Colcom Foundation Addresses the Overlooked Variable in Environmental Decline
In environmental discussions, overpopulation is rarely the headline. Colcom Foundation thinks it should be.
Why Population Matters
The foundation was created by Cordelia S. May in 1996 around a central argument: that human population growth is a primary driver of ecological damage. The problems most people associate with environmental decline habitat destruction, water pollution, species loss, ecosystem collapse are not isolated failures. They are connected effects of a single, underexamined dynamic.
May arrived at this view young. By 1952, at 23, she was supporting family planning because she understood what a growing population would mean for the natural world.
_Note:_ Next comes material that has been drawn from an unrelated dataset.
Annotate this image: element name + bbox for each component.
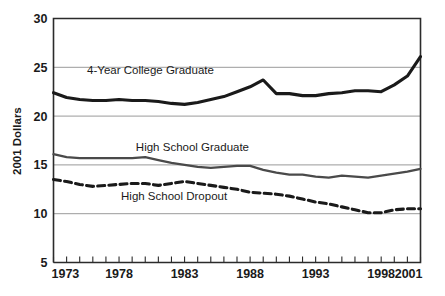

She recognized that growth is almost imperceptible in the short term each day’s change is too small to register but that its cumulative force can be overwhelming. The effects compound until ecosystems that once seemed stable are no longer able to function.
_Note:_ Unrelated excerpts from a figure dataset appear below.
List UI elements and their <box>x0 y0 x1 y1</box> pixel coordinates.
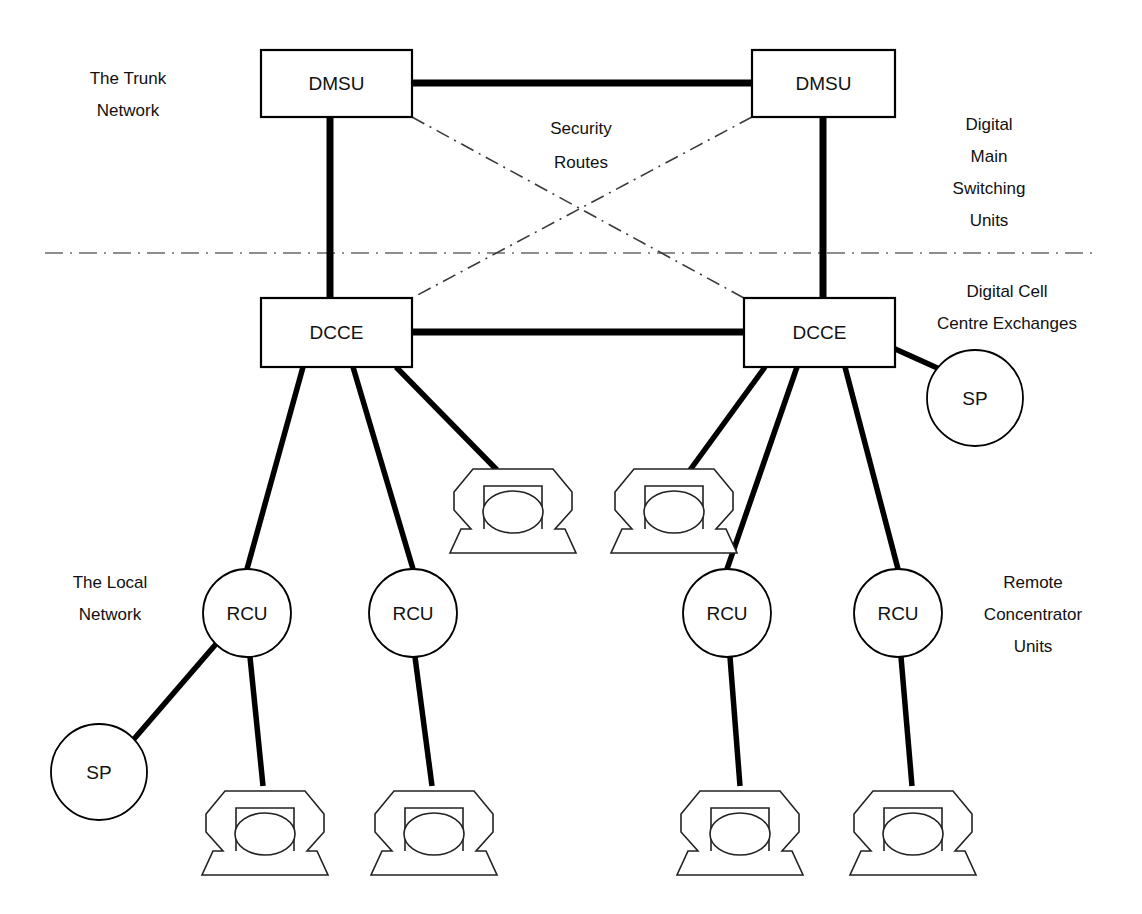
security-routes-line2: Routes <box>554 153 608 172</box>
telephone-icon[interactable] <box>677 791 803 875</box>
link-dcce-right-phone-mid-right <box>690 367 765 470</box>
dmsu-left-label: DMSU <box>309 73 365 94</box>
node-dcce-left[interactable]: DCCE <box>261 298 412 367</box>
dcce-legend-line2: Centre Exchanges <box>937 314 1077 333</box>
dmsu-legend-line3: Switching <box>953 179 1026 198</box>
label-trunk-network: The Trunk Network <box>90 69 167 120</box>
dcce-left-label: DCCE <box>310 322 364 343</box>
label-dmsu-legend: Digital Main Switching Units <box>953 115 1026 230</box>
link-rcu-1-phone-bot-1 <box>250 657 263 786</box>
dcce-legend-line1: Digital Cell <box>966 282 1047 301</box>
node-rcu-1[interactable]: RCU <box>203 569 291 657</box>
trunk-network-line2: Network <box>97 101 160 120</box>
label-dcce-legend: Digital Cell Centre Exchanges <box>937 282 1077 333</box>
telephone-icon[interactable] <box>450 469 576 553</box>
dmsu-legend-line4: Units <box>970 211 1009 230</box>
node-rcu-2[interactable]: RCU <box>369 569 457 657</box>
rcu-2-label: RCU <box>392 603 433 624</box>
local-network-line1: The Local <box>73 573 148 592</box>
dcce-right-label: DCCE <box>793 322 847 343</box>
telephone-icon[interactable] <box>202 791 328 875</box>
network-diagram: DMSU DMSU DCCE DCCE SP SP RCU <box>0 0 1142 914</box>
link-dcce-right-rcu-4 <box>845 367 898 569</box>
node-dmsu-right[interactable]: DMSU <box>752 50 895 117</box>
label-rcu-legend: Remote Concentrator Units <box>984 573 1083 656</box>
sp-left-label: SP <box>86 762 111 783</box>
link-rcu-4-phone-bot-4 <box>901 657 912 786</box>
rcu-legend-line1: Remote <box>1003 573 1063 592</box>
trunk-network-line1: The Trunk <box>90 69 167 88</box>
link-dcce-right-rcu-3 <box>727 367 797 569</box>
telephone-icon[interactable] <box>611 469 737 553</box>
telephone-icon[interactable] <box>371 791 497 875</box>
dmsu-legend-line2: Main <box>971 147 1008 166</box>
rcu-3-label: RCU <box>706 603 747 624</box>
link-rcu-2-phone-bot-2 <box>415 657 432 786</box>
node-rcu-4[interactable]: RCU <box>854 569 942 657</box>
label-security-routes: Security Routes <box>550 119 612 172</box>
rcu-4-label: RCU <box>877 603 918 624</box>
rcu-1-label: RCU <box>226 603 267 624</box>
rcu-legend-line3: Units <box>1014 637 1053 656</box>
link-dcce-left-phone-mid-left <box>396 367 497 470</box>
telephone-icon[interactable] <box>850 791 976 875</box>
link-dcce-left-rcu-2 <box>353 367 413 569</box>
rcu-legend-line2: Concentrator <box>984 605 1083 624</box>
node-sp-left[interactable]: SP <box>51 724 147 820</box>
link-rcu-1-sp-left <box>134 644 216 739</box>
node-dmsu-left[interactable]: DMSU <box>261 50 412 117</box>
label-local-network: The Local Network <box>73 573 148 624</box>
security-routes-line1: Security <box>550 119 612 138</box>
node-sp-right[interactable]: SP <box>927 350 1023 446</box>
local-network-line2: Network <box>79 605 142 624</box>
node-dcce-right[interactable]: DCCE <box>744 298 895 367</box>
node-rcu-3[interactable]: RCU <box>683 569 771 657</box>
sp-right-label: SP <box>962 388 987 409</box>
link-rcu-3-phone-bot-3 <box>730 657 740 786</box>
dmsu-legend-line1: Digital <box>965 115 1012 134</box>
diagram-canvas: DMSU DMSU DCCE DCCE SP SP RCU <box>0 0 1142 914</box>
link-dcce-right-sp-right <box>893 348 944 371</box>
dmsu-right-label: DMSU <box>796 73 852 94</box>
link-dcce-left-rcu-1 <box>247 367 303 569</box>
Grantmaking Aligned With the Mission
The primary mission of Colcom Foundation is to foster a sustainable environment and ensure quality of life for all Americans by addressing major causes and consequences of overpopulation and its adverse effects on natural resources. Regional programming supports conservation, environmental projects, and cultural assets.
Colcom Foundation was substantially funded after May’s death in 2005 and continues to make grants in the spirit of its founder’s humanitarian vision one that treated ecological sustainability not as a niche concern but as a condition for human welfare. Through their grants, they have supported many organizations, such as the Center for Biological Diversity, which works towards protecting endangered species, and the Sierra Club Foundation, which advocates for clean energy and climate solutions.
Against the Grain, Ahead of the Curve
What makes the foundation’s framing unusual is its willingness to acknowledge that this position has not always been popular. May was working on these issues before they became mainstream. The foundation draws a parallel to other reformers throughout history — advocates for gender equality, civil rights, and scientific accuracy who faced skepticism before history caught up with them.
Colcom Foundation’s position is that May’s analysis has been similarly vindicated. The crises filling today’s environmental coverage are the crises she described decades ago. The foundation’s work is to keep the thread between cause and consequence clearly visible. Read this article for additional information.